One measure of the impact of weak law enforcement is that in 2004 alone Ghana lost more revenue from illegal logging - $100 million (US) - than it received in development aid. This illegality went hand in hand with deforestation. An estimated quarter of Ghana’s forest cover was razed between 1990 and 2000. Poor governance, a lack of transparency and illegal logging were the forest sector’s defining features.
And with the exploitation of our forests came misery for many of those already marginalised communities who lived in or by them: logging disrupted their lives, limited their access to the forest resources they depended on, and the wealth generated from harvesting timber rarely reached them.
Vital amenities
Overhauling our forestry sector has brought positive change: companies now negotiate Social Responsibility Agreements (SRAs) with communities who live within a five-kilometre radius of their logging concessions as required by the law (Legislative Instrument 2254).
These agreements stipulate that timber companies must share the benefits (in cash or kind) of the forests they exploit with the people living there.

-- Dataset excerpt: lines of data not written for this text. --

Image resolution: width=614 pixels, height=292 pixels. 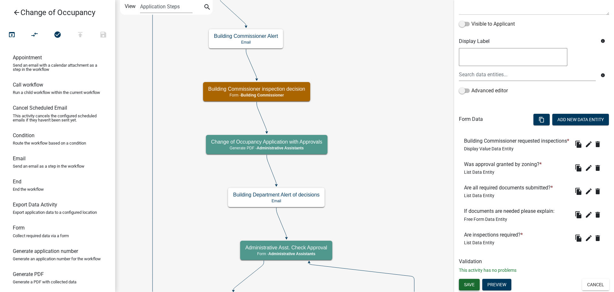 I want to click on h6: Are inspections required?, so click(x=495, y=234).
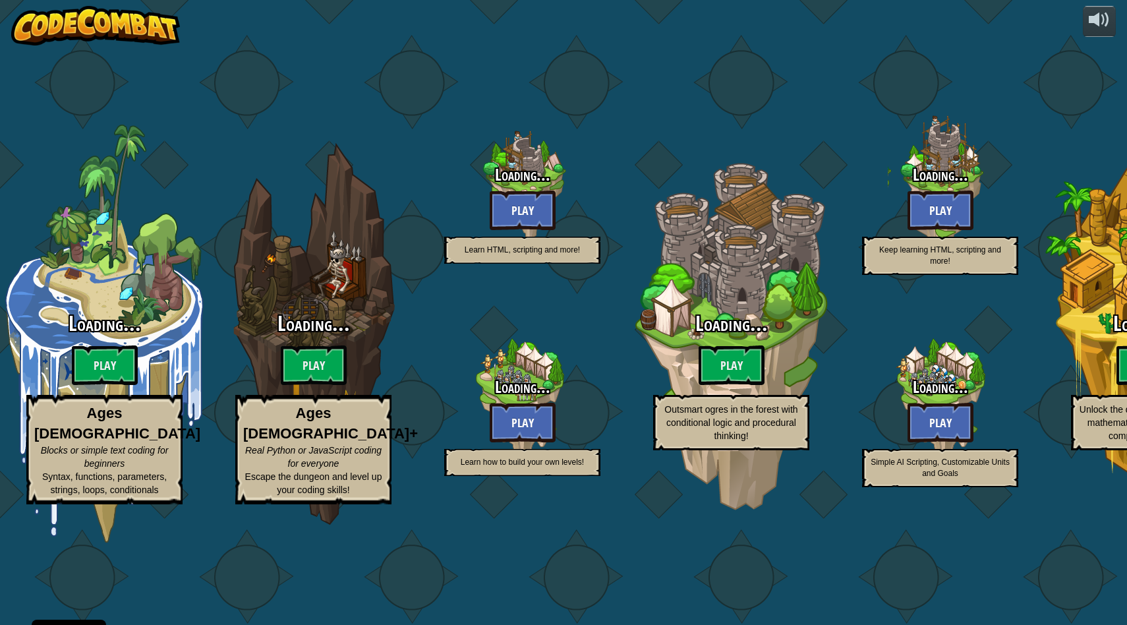 The image size is (1127, 625). What do you see at coordinates (96, 26) in the screenshot?
I see `img: CodeCombat - Learn how to code by playing a game` at bounding box center [96, 26].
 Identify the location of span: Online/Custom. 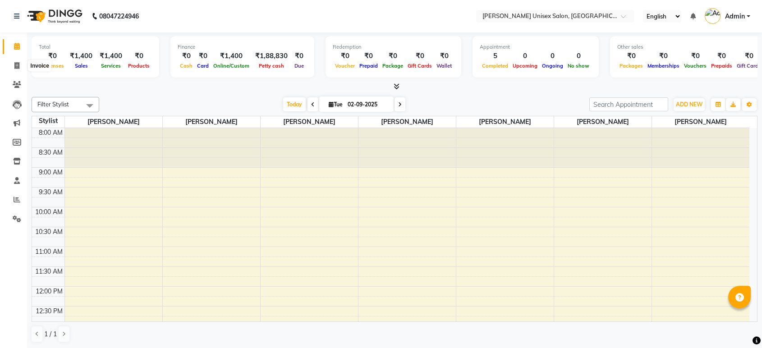
(231, 66).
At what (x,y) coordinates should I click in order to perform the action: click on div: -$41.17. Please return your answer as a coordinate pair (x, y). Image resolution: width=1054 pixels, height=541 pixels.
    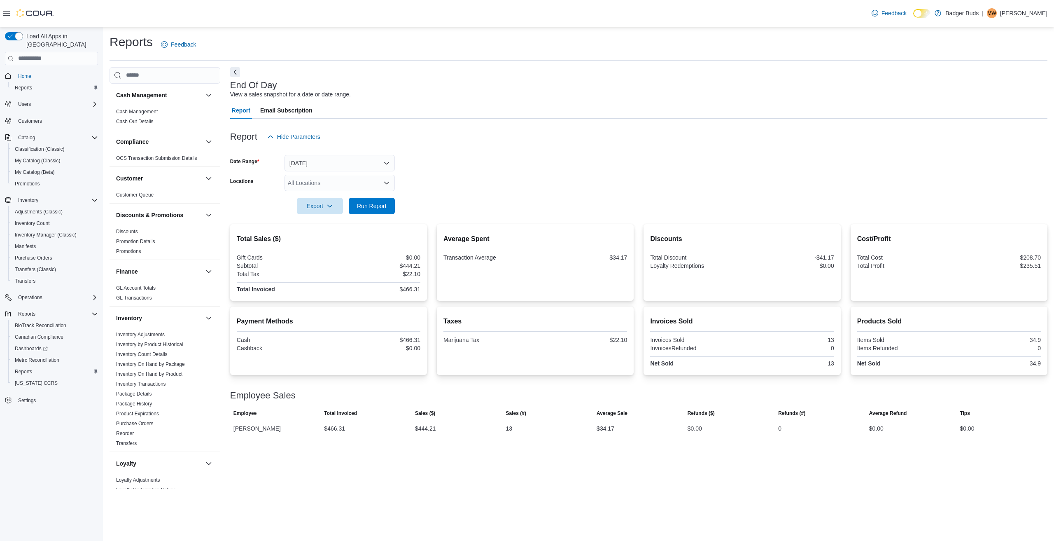
    Looking at the image, I should click on (789, 257).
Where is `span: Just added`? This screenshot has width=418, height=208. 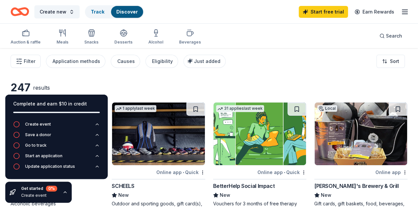 span: Just added is located at coordinates (207, 61).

As a result, poor, remote rural communities have been blessed with schools, bole-hole water , latrines and other vital amenities. In 2024, 127 SRAs have been negotiated with a total value of GHC 1,331,458 and GHC778,903 paid so far.
Beyond these tangible and visible manifestations of our transformed forest sector, we also have rigorous systems in place ensuring the legality of our timber.

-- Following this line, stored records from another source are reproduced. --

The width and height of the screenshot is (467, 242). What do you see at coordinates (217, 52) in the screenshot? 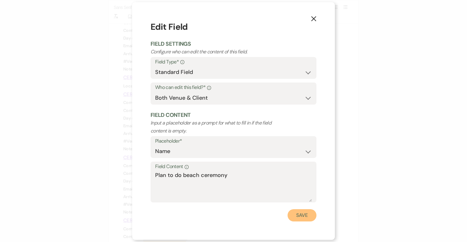
I see `p: Configure who can edit the content of this field.` at bounding box center [217, 52].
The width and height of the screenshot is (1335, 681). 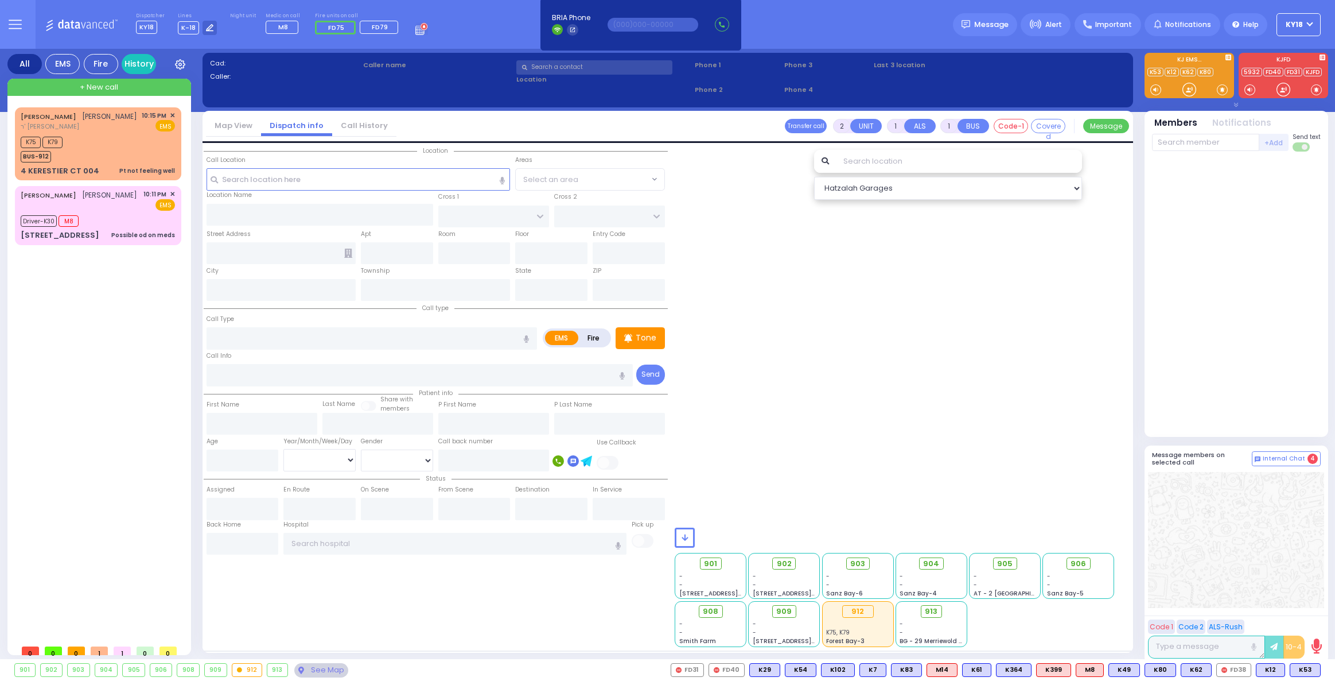 I want to click on label: Dispatcher, so click(x=150, y=16).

For instance, our systems for tracing timber from the forest where it’s logged to where it’s sold domestically or exported, is a model others could follow, as it covers the entire market not a segregated part of it. The system covers all the timber and wood products in Ghana, ensures that only those that are legally and sustainably produced stay in the market, and has a transparent public portal that any person can interact with and see the timber flows within Ghana and how many benefits are flowing to communities.
Going beyond legality Ghana’s laws ensure the sustainability of its timber. The measures introduced include that trees cannot be felled outside allotted areas and yields; logging can’t take place within Globally Significant Biodiversity Areas (GSBAs) and protected areas. Logging is also not permitted within certain radius of water bodies as well as certain gradient of hills and mountainous terrains. Additionally, only limited species within specific diameter class are permitted to be harvested with each hectare of forest. All these measures underpin the sustainability credentials of Ghana's reformed logging practices.

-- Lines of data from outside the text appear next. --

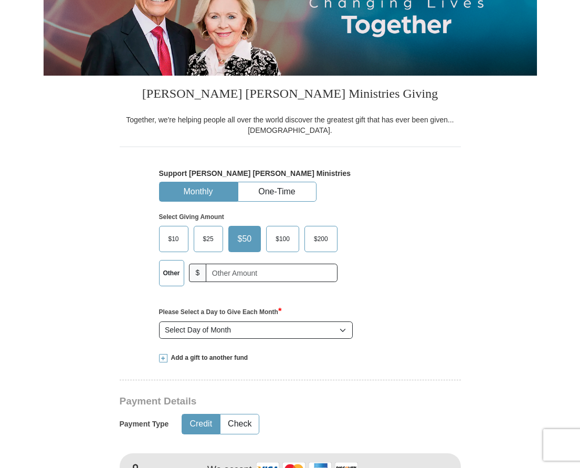 The height and width of the screenshot is (468, 580). Describe the element at coordinates (198, 192) in the screenshot. I see `button: Monthly` at that location.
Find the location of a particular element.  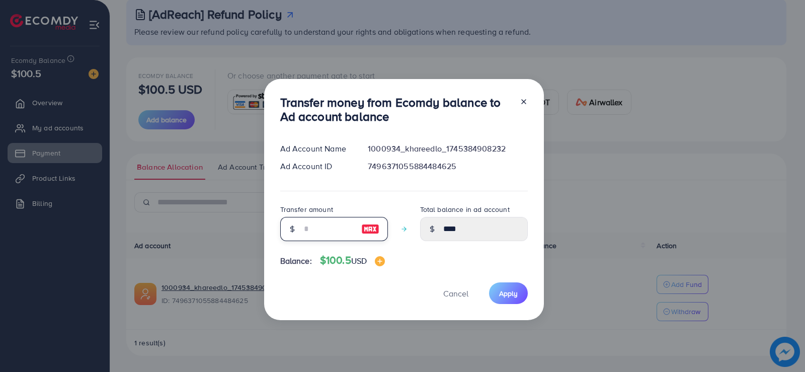

div: 1000934_khareedlo_1745384908232 is located at coordinates (447, 148).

The distance that Ghana has travelled in reforming its forestry sector and heralding a new era of transparency, could serve as both a model and an inspiration to other forested countries who are tackling the same deep-seated problems.
The legality licences that will be issued will also be helpful for meeting the EU’s Deforestation Regulation (EUDR), which aims to tackle global deforestation by prohibiting companies from putting certain products on the EU market unless they are deforestation-free, degradation-free and legally produced. While deforestation-free can be identified largely through satellite imagery, legality is more complex, so these licenses will be a way for companies to provide the timber exported from Ghana is also legal.
Worrying turn
But just as Ghana is on the brink of a major achievement in our fight against deforestation, the EU, worryingly, appears to be moving away from VPAs.
The EU informed the Governments of Cameroon and Liberia that it intends to unilaterally cancel the VPAs with these countries. Not only is the EU failing to live up to its role as a partner in these partnerships, it also undermines efforts, particularly in Liberia, to control illegal logging.
Furthermore, with the EUDR now in place, the VPAs provide useful building blocks to support our country to meet EUDR requirements of legality and no deforestation, not just of timber but also of cocoa.
The development of a national timber traceability system, the multistakeholder process and the independent monitoring are all part of that process.
Meaningful partnerships such as the VPAs in Ghana are critical vehicles to address global deforestation and broader social and environmental sustainability issues. The President of the European Commission has said she wants to step them up: will she show she means it?